France wants RTBF law to be applied properly

Jun 12, 2015 12:30 GMT  ·  By
France's CNIL wants Google to remove RTBF results from all the search engine's extensions
   France's CNIL wants Google to remove RTBF results from all the search engine's extensions

One year after the European Union's Court of Justice decided that the Right to Be Forgotten law would stand, CNIL, France's user privacy watchdog agency, is now making new formal demands, asking Google to delist approved results from all its domain extensions, not just the French one.

For the past year, Google has been quietly complying with all demands to be forgotten from European citizens. Statistically, the company has removed search results for 40% of all requests.

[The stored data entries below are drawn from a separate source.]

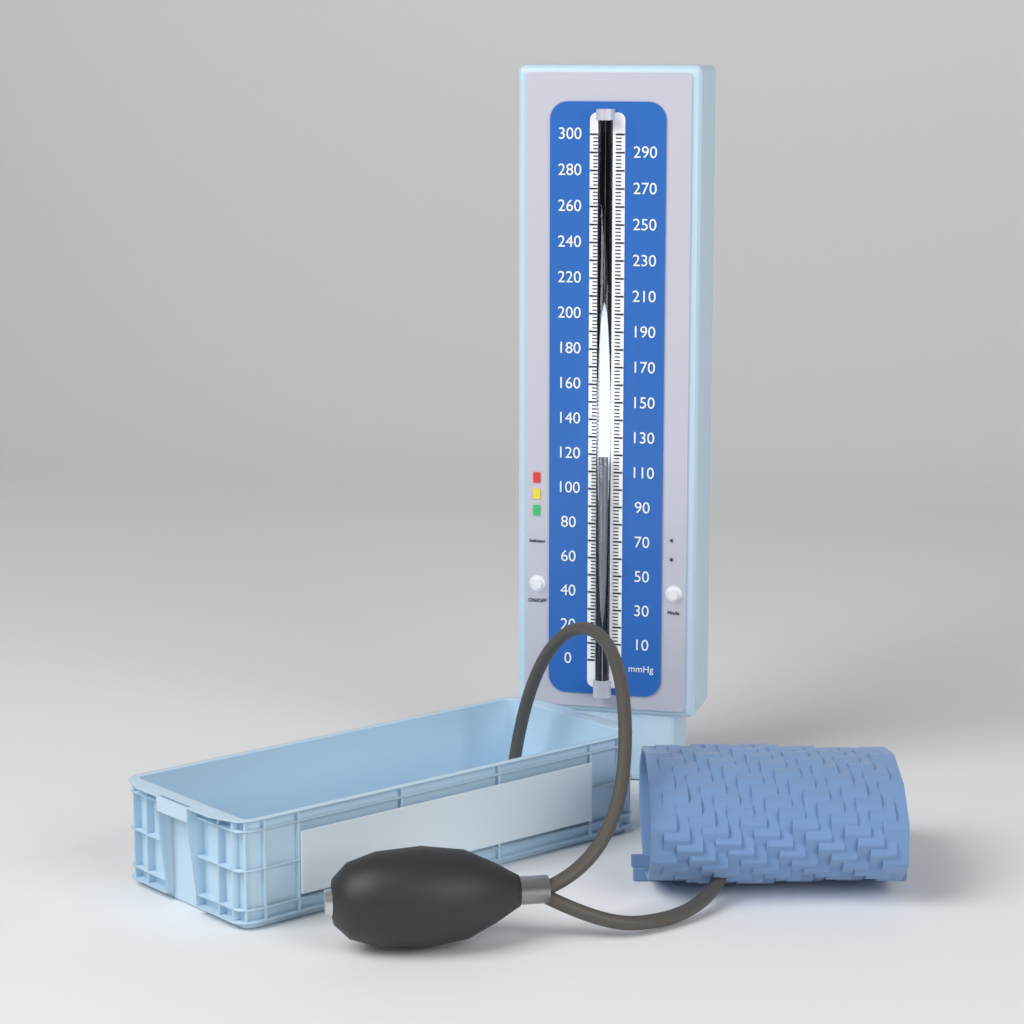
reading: 120 mmHg
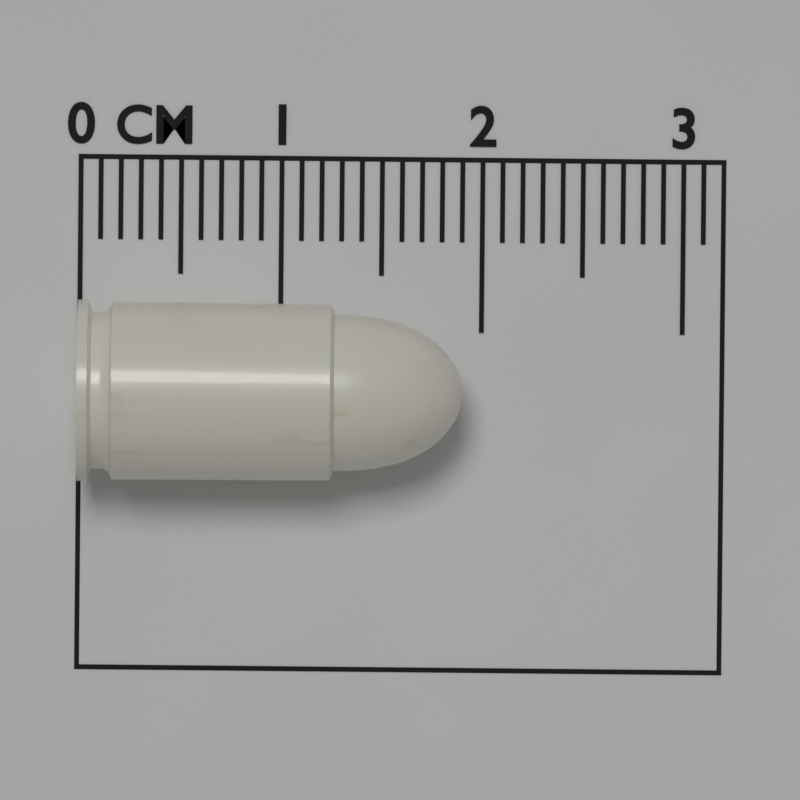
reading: 1.9 cm
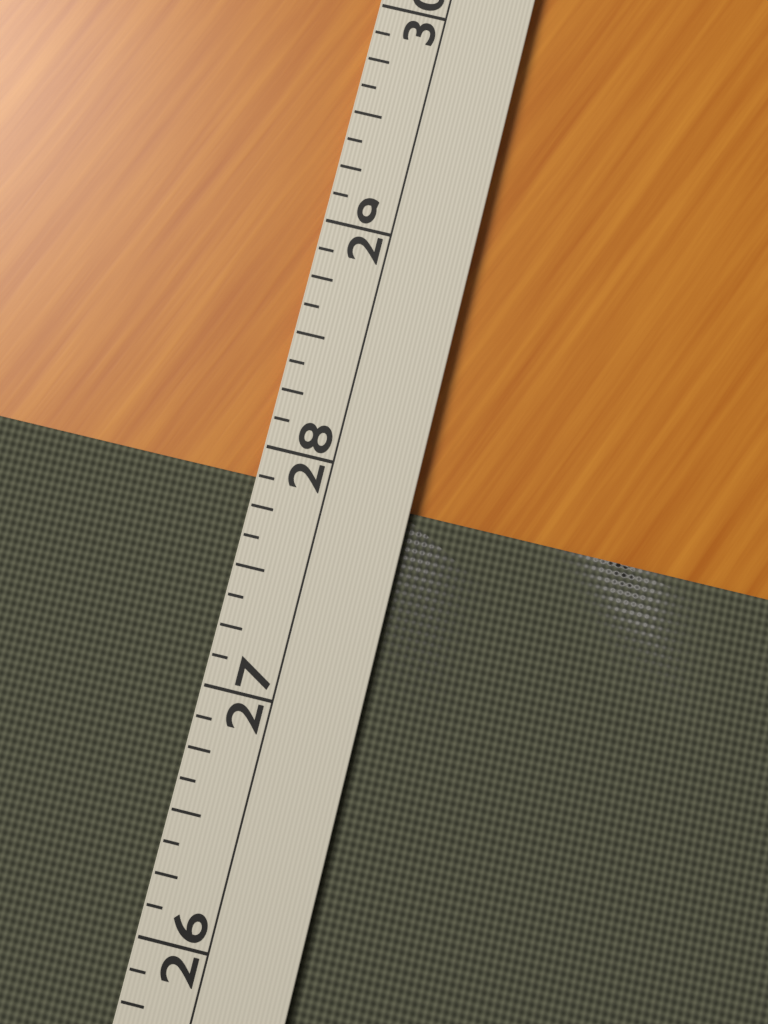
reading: 27.875 (no unit)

Users not happy with Google's train of thought and operational procedures always had the possibility to file an appeal with the data protection authority competent in each EU member state.

One year in and CNIL, the respective competent authority to handle these claims in France, has spotted a common pattern on which it decided to act.

Apparently, Google has been removing links in search results from each country's own domain but leaving them intact on all other extensions.

This meant that if you wanted to dig dirt on someone, you could easily change Google's domain from .fr to .com (or anything else), and get the entire list of results, without the delisted entries.

Google, remove all links or else!

Now, CNIL has issued a 15-day notice for Google to remove links from search results that come under the Right to Be Forgotten law from all its extensions, with no exceptions.

If Google fails to comply with the notice, CNIL will then take into consideration imposing a sanction on the company, which would probably be a fine at first.

The Right to Be Forgotten law has sparked a lot of debate since its inception, but Google had to give in to the EU's decision in the end. Now, a similar law is being prepared in Russia, where the transparency of Government operations is nowhere near the one seen in EU states.